WHAT IS EXPECTED |
Please print every line from the one containing "Image resolution: width=1582" through the last line of the records below, exactly as written and nothing more.

[Items listed in a dataset]

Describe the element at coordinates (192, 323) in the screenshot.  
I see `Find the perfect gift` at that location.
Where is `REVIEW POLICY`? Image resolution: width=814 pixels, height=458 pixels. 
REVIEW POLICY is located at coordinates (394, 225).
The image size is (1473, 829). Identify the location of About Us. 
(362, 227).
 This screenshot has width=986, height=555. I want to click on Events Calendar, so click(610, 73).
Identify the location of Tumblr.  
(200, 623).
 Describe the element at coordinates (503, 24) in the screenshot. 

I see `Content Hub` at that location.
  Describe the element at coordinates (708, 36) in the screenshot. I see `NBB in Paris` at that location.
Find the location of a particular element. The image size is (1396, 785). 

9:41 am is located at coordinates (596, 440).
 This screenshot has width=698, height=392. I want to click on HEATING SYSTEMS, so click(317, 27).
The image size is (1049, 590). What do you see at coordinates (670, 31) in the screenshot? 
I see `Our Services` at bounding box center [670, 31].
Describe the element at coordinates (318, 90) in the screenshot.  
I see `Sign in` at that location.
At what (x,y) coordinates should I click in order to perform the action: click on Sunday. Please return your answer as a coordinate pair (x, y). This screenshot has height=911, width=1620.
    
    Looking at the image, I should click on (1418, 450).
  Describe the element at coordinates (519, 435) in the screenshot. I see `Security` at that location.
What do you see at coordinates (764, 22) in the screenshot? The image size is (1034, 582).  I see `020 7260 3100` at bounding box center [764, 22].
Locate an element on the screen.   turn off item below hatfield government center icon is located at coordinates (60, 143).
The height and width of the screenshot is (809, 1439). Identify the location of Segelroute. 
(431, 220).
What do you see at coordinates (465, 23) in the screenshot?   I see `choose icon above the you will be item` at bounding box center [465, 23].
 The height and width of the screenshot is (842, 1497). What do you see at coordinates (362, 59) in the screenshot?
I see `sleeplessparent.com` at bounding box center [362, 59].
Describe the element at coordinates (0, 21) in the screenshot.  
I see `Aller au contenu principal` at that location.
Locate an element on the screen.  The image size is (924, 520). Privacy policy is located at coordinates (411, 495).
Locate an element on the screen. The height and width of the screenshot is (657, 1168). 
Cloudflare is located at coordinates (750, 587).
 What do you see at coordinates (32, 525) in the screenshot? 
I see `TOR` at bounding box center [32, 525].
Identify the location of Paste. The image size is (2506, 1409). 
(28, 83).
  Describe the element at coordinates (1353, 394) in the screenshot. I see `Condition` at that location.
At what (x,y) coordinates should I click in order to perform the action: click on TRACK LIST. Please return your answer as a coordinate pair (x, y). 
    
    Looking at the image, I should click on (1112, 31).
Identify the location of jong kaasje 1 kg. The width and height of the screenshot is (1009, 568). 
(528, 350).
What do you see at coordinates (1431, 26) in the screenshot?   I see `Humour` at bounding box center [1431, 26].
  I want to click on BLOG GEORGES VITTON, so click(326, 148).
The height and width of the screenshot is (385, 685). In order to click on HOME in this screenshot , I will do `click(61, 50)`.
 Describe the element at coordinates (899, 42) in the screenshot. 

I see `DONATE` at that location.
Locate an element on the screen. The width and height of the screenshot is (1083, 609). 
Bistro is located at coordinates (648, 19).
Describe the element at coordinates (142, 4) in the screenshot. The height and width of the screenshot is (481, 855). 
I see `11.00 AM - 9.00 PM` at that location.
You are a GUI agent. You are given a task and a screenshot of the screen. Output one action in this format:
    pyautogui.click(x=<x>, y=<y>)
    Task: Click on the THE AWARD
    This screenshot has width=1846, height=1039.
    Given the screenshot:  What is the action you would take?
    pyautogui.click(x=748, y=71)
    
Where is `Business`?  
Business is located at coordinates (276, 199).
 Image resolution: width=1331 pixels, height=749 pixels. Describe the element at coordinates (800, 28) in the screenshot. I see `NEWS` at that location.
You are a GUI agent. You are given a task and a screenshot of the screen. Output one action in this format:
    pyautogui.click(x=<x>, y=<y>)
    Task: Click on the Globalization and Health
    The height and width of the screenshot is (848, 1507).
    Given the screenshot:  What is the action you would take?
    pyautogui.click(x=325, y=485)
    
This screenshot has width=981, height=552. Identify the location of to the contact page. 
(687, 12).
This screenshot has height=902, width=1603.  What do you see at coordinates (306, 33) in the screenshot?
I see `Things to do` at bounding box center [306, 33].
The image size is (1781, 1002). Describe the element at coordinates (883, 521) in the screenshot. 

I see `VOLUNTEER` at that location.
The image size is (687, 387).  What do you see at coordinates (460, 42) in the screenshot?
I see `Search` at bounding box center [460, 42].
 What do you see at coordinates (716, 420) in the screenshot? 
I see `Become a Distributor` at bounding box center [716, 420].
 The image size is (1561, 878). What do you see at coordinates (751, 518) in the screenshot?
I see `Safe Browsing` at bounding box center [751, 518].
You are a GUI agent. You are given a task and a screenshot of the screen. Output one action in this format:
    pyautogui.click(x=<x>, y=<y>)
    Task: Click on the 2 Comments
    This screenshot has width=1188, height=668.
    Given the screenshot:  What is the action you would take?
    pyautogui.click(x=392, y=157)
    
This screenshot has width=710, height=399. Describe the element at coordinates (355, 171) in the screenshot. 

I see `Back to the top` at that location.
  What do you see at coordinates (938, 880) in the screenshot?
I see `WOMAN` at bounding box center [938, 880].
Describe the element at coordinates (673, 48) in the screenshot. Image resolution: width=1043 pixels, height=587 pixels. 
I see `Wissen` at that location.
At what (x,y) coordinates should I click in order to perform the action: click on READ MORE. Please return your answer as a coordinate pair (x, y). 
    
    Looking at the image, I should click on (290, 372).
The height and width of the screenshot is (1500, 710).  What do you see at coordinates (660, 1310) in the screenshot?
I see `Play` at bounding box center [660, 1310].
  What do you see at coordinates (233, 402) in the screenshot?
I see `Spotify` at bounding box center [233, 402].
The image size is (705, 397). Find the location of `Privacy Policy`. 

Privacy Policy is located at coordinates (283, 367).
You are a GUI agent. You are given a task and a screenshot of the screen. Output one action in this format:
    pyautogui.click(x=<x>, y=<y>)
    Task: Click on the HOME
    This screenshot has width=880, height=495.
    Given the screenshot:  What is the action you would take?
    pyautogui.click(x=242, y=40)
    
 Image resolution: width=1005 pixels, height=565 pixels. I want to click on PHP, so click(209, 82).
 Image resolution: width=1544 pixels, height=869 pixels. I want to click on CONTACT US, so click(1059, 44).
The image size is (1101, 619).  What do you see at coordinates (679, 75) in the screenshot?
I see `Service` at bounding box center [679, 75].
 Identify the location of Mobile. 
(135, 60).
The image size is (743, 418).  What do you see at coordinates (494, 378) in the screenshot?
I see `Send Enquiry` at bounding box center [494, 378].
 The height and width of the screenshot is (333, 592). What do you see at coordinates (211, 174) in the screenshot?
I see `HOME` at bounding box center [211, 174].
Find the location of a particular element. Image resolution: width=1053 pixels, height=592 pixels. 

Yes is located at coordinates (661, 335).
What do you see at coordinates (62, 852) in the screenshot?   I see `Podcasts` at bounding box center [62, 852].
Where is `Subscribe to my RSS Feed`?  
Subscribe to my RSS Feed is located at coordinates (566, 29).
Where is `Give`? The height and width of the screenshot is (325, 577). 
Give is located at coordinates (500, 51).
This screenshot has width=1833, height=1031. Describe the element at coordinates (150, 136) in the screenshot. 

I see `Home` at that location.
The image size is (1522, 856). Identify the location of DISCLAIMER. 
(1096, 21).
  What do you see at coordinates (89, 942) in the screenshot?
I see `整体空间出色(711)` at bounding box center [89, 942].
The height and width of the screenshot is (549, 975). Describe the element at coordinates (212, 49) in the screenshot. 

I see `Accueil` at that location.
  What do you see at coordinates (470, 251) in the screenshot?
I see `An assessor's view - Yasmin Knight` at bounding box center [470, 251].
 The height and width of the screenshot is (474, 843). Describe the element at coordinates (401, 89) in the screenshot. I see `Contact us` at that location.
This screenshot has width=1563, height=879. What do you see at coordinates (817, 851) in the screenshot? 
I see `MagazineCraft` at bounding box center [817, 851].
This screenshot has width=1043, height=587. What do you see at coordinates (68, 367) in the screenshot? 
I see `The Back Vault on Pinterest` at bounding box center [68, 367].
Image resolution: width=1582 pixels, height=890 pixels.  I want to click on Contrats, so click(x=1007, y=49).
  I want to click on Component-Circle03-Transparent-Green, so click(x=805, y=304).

ANSWER FOR THE TASK |
Image resolution: width=1582 pixels, height=890 pixels.  I want to click on Contrats, so click(x=1007, y=49).
  I want to click on Component-Circle03-Transparent-Green, so click(x=805, y=304).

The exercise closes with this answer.